The question of guerrilla action is one that greatly interests our Party and the mass of the workers. We have dealt with this question in passing several times, and now we propose to give the more complete statement of our views we have promised.
I
Let us begin from the beginning. What are the fundamental demands which every Marxist should make of an examination of the question of forms of struggle? In the first place, Marxism differs from all primitive forms of socialism by not binding the movement to any one particular form of struggle. It recognises the most varied forms of struggle; and it does not “concoct” them, but only generalises, organises, gives conscious expression to those forms of struggle of the revolutionary classes which arise of themselves in the course of the movement. Absolutely hostile to all abstract formulas and to all doctrinaire recipes, Marxism demands an attentive attitude to the mass struggle in progress, which, as the movement develops, as the class-consciousness of the masses grows, as economic and political crises become acute, continually gives rise to new and more varied methods of defence and attack. Marxism, therefore, positively does not reject any form of struggle. Under no circumstances does Marxism confine itself to the forms of struggle possible and in existence at the given moment only, recognising as it does that new forms of struggle, unknown to the participants of the given period, inevitably arise as the given social situation, changes. In this respect Marxism learns, if we may so express it, from mass practice, and makes no claim what ever to teach the masses forms of struggle invented by “systematisers” in the seclusion of their studies. We know—said Kautsky, for instance, when examining the forms of social revolution—that the coming crisis will introduce new forms of struggle that we are now unable to foresee.
In the second place, Marxism demands an absolutely historical examination of the question of the forms of struggle. To treat this question apart from the concrete historical situation betrays a failure to understand the rudiments of dialectical materialism. At different stages of economic evolution, depending on differences in political, national-cultural, living and other conditions, different forms of struggle come to the fore and become the principal forms of struggle; and in connection with this, the secondary, auxiliary forms of struggle undergo change in their ·turn. To attempt to answer yes or no to the question whether any particular means of struggle should be used, without making a detailed examination of the concrete situation of the given movement at the given stage of its development, means completely to abandon the Marxist position.
These are the two principal theoretical propositions by which we must be guided. The history of Marxism in Western Europe provides an infinite number of examples corroborating what has been said. European Social-Democracy at the present time regards parliamentarism and the trade union movement as the principal forms of struggle; it recognised insurrection in the past, and is quite prepared to recognise it, should conditions change, in the future—despite the opinion of bourgeois liberals like the Russian Cadets and the Bezzaglavtsi.[1] Social-Democracy in the seventies rejected the general strike as a social panacea, as a means of overthrowing the bourgeoisie at one stroke by non-political means—but Social-Democracy fully recognises the mass political strike (especially after the experience of Russia in 1905) as one of the methods of struggle essential under certain conditions. Social-Democracy recognised street barricade fighting in the forties, rejected it for definite reasons at the end of the nineteenth century, and expressed complete readiness to revise the latter view and to admit the expediency of barricade fighting after the experience of Moscow, which, in the words of K. Kautsky, initiated new tactics of barricade fighting.
Notes
[1] Bezzaglavtsi—a semi-Cadet, semi-Menshevik group of the Russian bourgeois intelligentsia (S. N. Prokopovich, Y. D. Kuskova, V. Y. Bogucharsky, V. V. Portugalov, V. V. Khizhnyakov, and others), formed in the period of the incipient decline of the 1905-07 revolution. The group derived its name from the political weekly magazine Bez Zaglavia (Without a Title) published in St. Petersburg in January-May 1906 under the editorship of Prokopovich; later the Bezzaglavtsi were grouped around the Left-Cadet news paper Tovarishch (Comrade). Under cover of their formal non-partisanship, the Bezzaglavtsi propagated the ideas of bourgeois liberalism and opportunism and supported the revisionists of Russian and international Social-Democracy.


WHAT IS REQUIRED:
Read the lines of the data below and retrieve those with "will".

INPUT:
****************************************

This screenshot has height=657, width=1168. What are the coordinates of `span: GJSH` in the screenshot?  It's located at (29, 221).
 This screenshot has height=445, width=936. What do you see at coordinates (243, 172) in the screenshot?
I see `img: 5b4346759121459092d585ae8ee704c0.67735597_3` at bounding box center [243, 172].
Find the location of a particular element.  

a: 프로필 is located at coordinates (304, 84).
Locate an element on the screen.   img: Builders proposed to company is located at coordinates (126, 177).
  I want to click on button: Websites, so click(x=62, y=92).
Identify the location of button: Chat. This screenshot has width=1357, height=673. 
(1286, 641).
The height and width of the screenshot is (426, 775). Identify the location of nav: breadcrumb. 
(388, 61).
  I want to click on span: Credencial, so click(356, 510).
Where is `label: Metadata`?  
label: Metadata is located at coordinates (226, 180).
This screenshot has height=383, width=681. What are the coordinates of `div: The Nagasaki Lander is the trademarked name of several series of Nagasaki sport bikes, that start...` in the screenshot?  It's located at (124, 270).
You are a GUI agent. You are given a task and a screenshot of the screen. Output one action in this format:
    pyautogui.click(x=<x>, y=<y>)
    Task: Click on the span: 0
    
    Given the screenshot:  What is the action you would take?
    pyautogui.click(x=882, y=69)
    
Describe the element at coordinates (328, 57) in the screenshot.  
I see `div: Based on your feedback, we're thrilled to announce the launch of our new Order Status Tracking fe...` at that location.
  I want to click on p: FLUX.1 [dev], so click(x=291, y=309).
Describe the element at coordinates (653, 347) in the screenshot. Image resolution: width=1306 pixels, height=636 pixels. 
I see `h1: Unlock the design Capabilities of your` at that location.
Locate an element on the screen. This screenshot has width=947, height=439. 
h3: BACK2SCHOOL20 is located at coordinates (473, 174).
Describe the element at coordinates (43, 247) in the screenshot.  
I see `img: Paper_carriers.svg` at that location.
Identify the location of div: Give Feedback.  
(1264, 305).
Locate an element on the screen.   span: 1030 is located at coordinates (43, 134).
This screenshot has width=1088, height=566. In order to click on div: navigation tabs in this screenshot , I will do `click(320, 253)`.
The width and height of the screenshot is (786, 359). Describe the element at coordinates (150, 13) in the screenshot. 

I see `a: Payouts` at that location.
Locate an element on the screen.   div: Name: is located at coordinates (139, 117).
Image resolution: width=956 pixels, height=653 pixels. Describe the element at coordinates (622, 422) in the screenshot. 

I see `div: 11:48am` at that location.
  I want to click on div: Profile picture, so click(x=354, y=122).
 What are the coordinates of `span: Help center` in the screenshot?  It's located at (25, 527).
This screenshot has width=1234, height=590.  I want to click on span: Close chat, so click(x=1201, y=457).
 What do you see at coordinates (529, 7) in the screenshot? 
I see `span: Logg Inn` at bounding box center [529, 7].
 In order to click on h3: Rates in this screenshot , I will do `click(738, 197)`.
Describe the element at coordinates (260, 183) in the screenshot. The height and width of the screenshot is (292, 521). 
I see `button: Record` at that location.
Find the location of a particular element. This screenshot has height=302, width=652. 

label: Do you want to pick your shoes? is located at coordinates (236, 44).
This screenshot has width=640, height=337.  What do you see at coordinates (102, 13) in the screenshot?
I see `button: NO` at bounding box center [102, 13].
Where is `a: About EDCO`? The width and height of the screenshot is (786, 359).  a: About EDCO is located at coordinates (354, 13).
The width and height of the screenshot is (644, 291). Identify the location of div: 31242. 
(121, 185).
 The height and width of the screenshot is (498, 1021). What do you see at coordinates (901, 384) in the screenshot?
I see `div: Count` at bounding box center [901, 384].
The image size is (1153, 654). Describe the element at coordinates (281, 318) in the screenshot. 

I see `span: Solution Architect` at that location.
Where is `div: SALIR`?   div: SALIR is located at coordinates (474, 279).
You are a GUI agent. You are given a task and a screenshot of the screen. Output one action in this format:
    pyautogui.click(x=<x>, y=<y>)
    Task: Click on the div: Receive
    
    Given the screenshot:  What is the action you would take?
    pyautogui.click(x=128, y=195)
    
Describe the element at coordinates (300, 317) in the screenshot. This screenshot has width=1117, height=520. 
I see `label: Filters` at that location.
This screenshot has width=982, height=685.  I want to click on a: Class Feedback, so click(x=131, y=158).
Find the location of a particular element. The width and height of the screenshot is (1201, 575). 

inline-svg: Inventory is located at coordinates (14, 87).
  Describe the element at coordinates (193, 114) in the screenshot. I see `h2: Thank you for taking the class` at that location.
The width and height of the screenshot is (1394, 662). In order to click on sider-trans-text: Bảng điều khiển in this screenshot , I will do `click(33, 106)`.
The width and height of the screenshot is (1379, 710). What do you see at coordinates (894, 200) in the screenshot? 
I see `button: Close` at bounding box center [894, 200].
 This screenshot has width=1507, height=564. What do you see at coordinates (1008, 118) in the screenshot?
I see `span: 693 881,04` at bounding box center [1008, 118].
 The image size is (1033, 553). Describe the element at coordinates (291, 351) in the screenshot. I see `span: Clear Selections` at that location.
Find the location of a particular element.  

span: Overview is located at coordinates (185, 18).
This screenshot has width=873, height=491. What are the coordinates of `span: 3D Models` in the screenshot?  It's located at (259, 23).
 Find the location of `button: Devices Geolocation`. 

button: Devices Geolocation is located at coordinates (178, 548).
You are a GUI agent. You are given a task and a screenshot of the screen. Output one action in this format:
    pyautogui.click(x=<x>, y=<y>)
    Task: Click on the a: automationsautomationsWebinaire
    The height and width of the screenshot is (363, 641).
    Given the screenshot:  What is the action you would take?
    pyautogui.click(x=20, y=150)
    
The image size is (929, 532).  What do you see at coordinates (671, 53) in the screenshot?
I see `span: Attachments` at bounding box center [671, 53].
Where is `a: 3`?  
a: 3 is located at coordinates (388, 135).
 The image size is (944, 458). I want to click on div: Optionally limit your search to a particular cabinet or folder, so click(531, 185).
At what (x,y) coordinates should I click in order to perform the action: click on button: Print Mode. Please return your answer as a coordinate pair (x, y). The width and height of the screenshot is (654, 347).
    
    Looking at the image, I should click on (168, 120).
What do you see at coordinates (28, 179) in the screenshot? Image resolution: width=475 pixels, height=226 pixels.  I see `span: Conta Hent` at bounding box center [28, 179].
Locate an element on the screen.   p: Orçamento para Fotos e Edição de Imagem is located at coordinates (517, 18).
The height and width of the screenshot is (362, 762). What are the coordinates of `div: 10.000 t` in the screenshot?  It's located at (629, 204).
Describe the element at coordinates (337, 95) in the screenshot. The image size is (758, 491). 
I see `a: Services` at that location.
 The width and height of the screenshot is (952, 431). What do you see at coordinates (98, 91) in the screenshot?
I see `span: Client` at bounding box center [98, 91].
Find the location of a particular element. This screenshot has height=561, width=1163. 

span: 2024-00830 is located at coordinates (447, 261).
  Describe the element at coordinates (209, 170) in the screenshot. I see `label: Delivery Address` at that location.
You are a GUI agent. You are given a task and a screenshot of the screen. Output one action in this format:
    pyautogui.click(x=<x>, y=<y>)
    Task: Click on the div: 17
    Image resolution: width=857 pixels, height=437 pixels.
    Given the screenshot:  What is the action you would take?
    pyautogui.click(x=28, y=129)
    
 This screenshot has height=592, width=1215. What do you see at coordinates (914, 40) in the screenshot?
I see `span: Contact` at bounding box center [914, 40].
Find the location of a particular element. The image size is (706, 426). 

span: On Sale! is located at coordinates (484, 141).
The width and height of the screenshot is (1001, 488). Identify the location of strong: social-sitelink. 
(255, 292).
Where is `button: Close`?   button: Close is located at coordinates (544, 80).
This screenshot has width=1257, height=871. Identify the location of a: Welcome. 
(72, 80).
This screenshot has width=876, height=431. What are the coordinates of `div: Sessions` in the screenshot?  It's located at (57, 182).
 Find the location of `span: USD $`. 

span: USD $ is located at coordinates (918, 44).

****************************************

WRITTEN SOLUTION:
This screenshot has width=1088, height=566. In order to click on div: navigation tabs in this screenshot , I will do `click(320, 253)`.
 In order to click on h3: Rates in this screenshot , I will do `click(738, 197)`.
The width and height of the screenshot is (1394, 662). In order to click on sider-trans-text: Bảng điều khiển in this screenshot , I will do `click(33, 106)`.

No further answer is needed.